Data Mining Course 2007 Eric Postma Clustering
Overview Three approaches to clustering 1.Minimization of reconstruction error PCA, nlPCA, k-means clustering 2.Distance preservation Sammon mapping, Isomap, SPE 3.Maximum likelihood density estimation Gaussian Mixtures
These datasets have identical statistics up to 2 nd order
1. Minimization of reconstruction error
Illustration of PCA (1) Face dataset (Rice database)
Illustration of PCA (2) Average face
Illustration of PCA (3) Top 10 Eigenfaces
Each 39-dimensional data item describes different aspects of the welfare and poverty of one country. 2D PCA projection
Non-linear PCA Using neural networks (to be discussed tomorrow)
2. Distance preservation
Sammon mapping Given a data set X. The distance between any two samples is defined as D ij We consider the projection on a two dimensional plane where the projected points are separated by d ij Define an Error function
Sammon mapping
Main limitations of Sammon The Sammon mapping procedure is a gradient descent method Main limitation: local minima MDS may be preferred because it finds global minima (being based on PCA) Both methods have difficulty with “curved or curly subspaces”

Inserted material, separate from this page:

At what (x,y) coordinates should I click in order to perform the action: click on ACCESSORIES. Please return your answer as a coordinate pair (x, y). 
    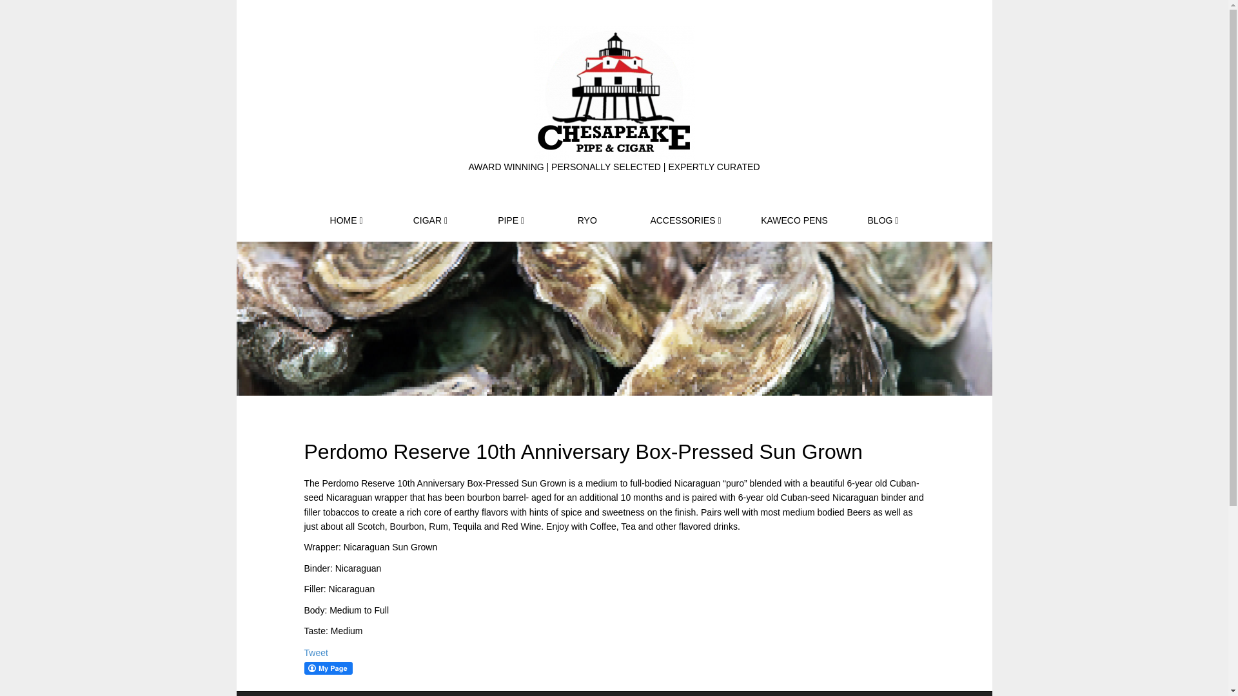
    Looking at the image, I should click on (685, 220).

Isomap Tenenbaum Build a graph in which each node represents a data point Compute shortest distances along the graph (e.g., Dijkstra’s algorithm) Store all distances in a matrix D Perform MDS on the matrix D
Illustration of Isomap (1) For two arbitrary points on the manifold Euclidean distance does not always reflect similarity (cf. dashed blue line)
Illustration of Isomap (2) Isomap finds the appropriate shortest path along the graph (red curve, for K=7, N=1000)

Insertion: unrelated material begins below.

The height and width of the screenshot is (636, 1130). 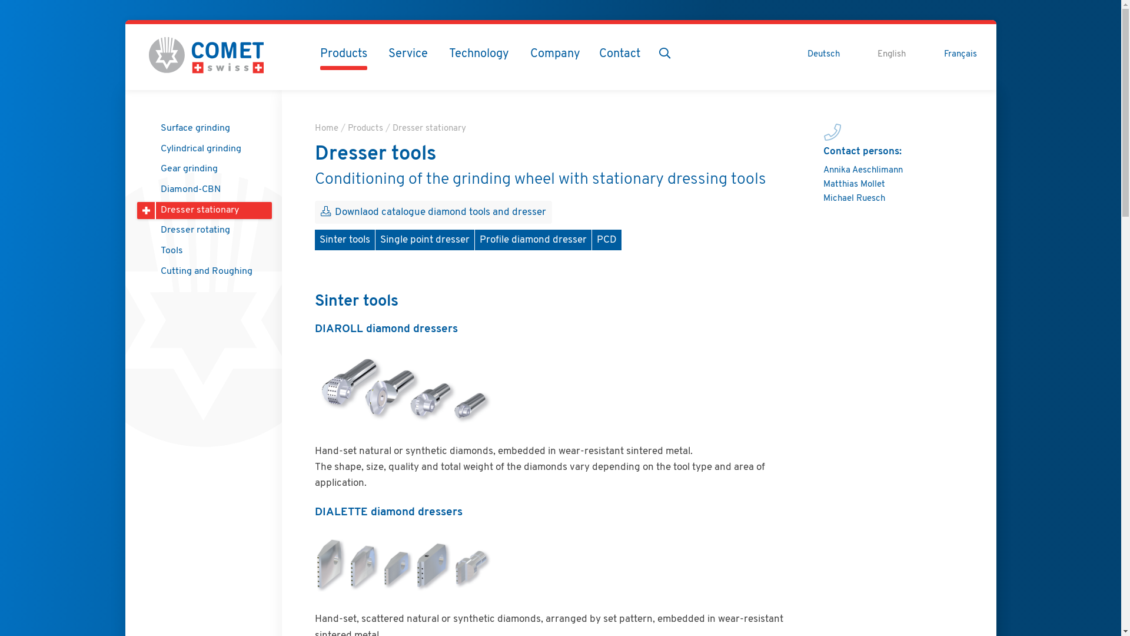 I want to click on PCD, so click(x=607, y=240).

Illustration of Isomap (3) Two-dimensional embedding (red line is the shortest path along the graph, blue line is the true distance in the embedding.
Illustration of Isomap (4) Isomaps (●) ability to find the intrinsic dimensionality as compared to PCA and MDS (∆ and o).

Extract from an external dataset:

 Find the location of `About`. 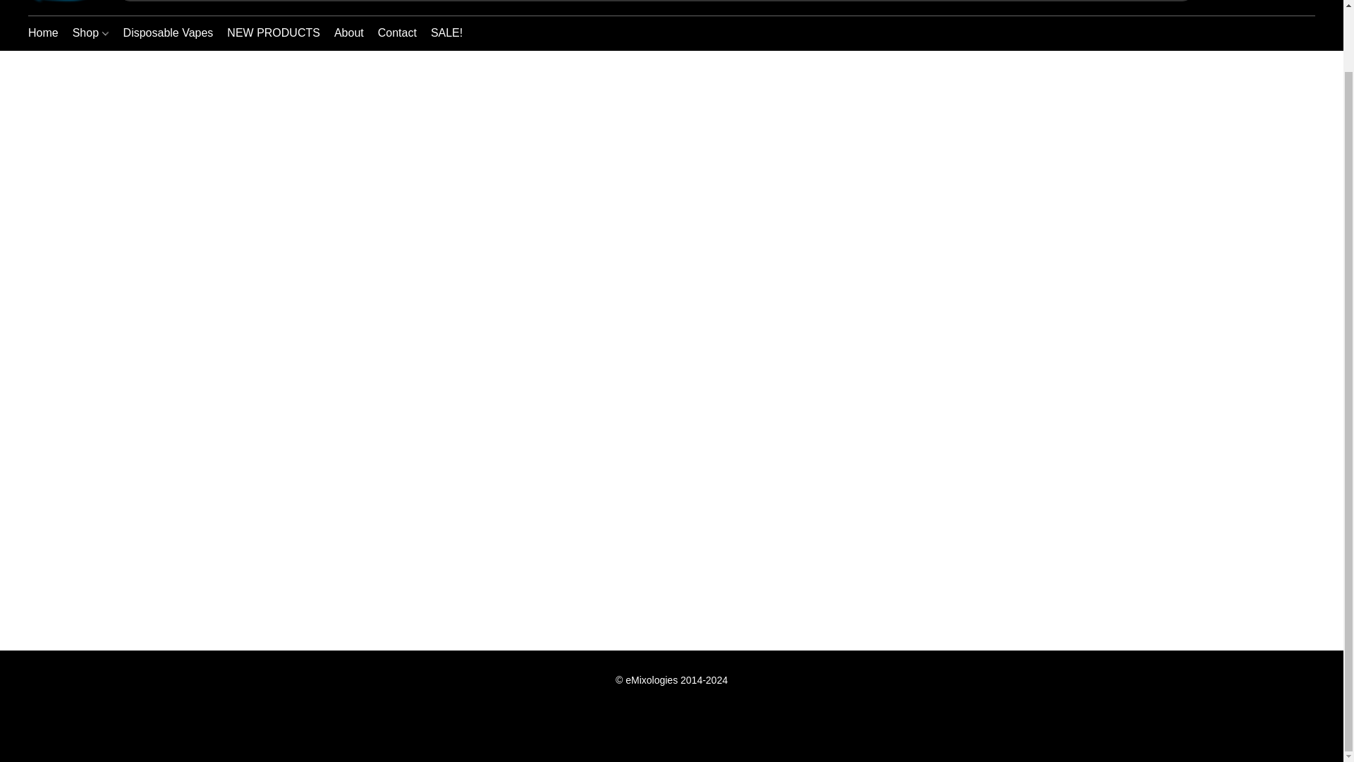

Illustration of Isomap (5)
Illustration of Isomap (6)
Illustration of Isomap (7) Interpolation along a straight line
Stochastic Proximity Embedding SPE algorithm Agrafiotis, D.K. and Xu, H. (2002). A self-organizing principle for learning nonlinear manifolds. Proceedings of the National Academy of Sciences U.S.A.
Stress function Output proximity between points i and jInput proximity between points i and j
Swiss roll data set Original 3D set2D embedding obtained by SPE
Stress as a function of embedding dimension (averaged over 30 runs)
Scalability (# steps for four set sizes) Linear scaling
Conformations of methylpropylether C 1 C 2 C 3 O 4 C 5
Diamine combinatorial library
Clustering Minimize the total within-cluster variance (reconstruction error) k ic = 1 if a data point belongs to cluster c K-means clustering 1.Random selection of C cluster centres 2.Partition the data by assigning them to the clusters 3.The mean of each partitioning is the new cluster centre A distance threshold may be used…
Effect of distance threshold on the number of clusters
Main limitation of k-means clustering Final partitioning and cluster centres depend on initial configuration Discrete partitioning may introduce errors Instead of minimizing the reconstruction error, we may maximize the likelihood of the data (given some probabilistic model)
Neural algorithms related to k-means Kohonen self-organizing feature maps Competitive learning networks
3. Maximum likelihood
Gaussian Mixtures Model the pdf of the data using a mixture of distributions K is the number of kernels (<< # data points) Common choice for the component densities p(x|i):
Illustration of EM applied to GM model The solid line gives the initialization of the EM algorithm: two kernels, P(1) = P(2) = 0:5, μ1 = ; μ2 = , σ1 = σ2 = 0:2356
Convergence after 10 EM steps..
Relevant literature L.J.P. van der Maaten, E.O. Postma, and H.J. van den Herik (submitted). Dimensionality Reduction: A Comparative Review.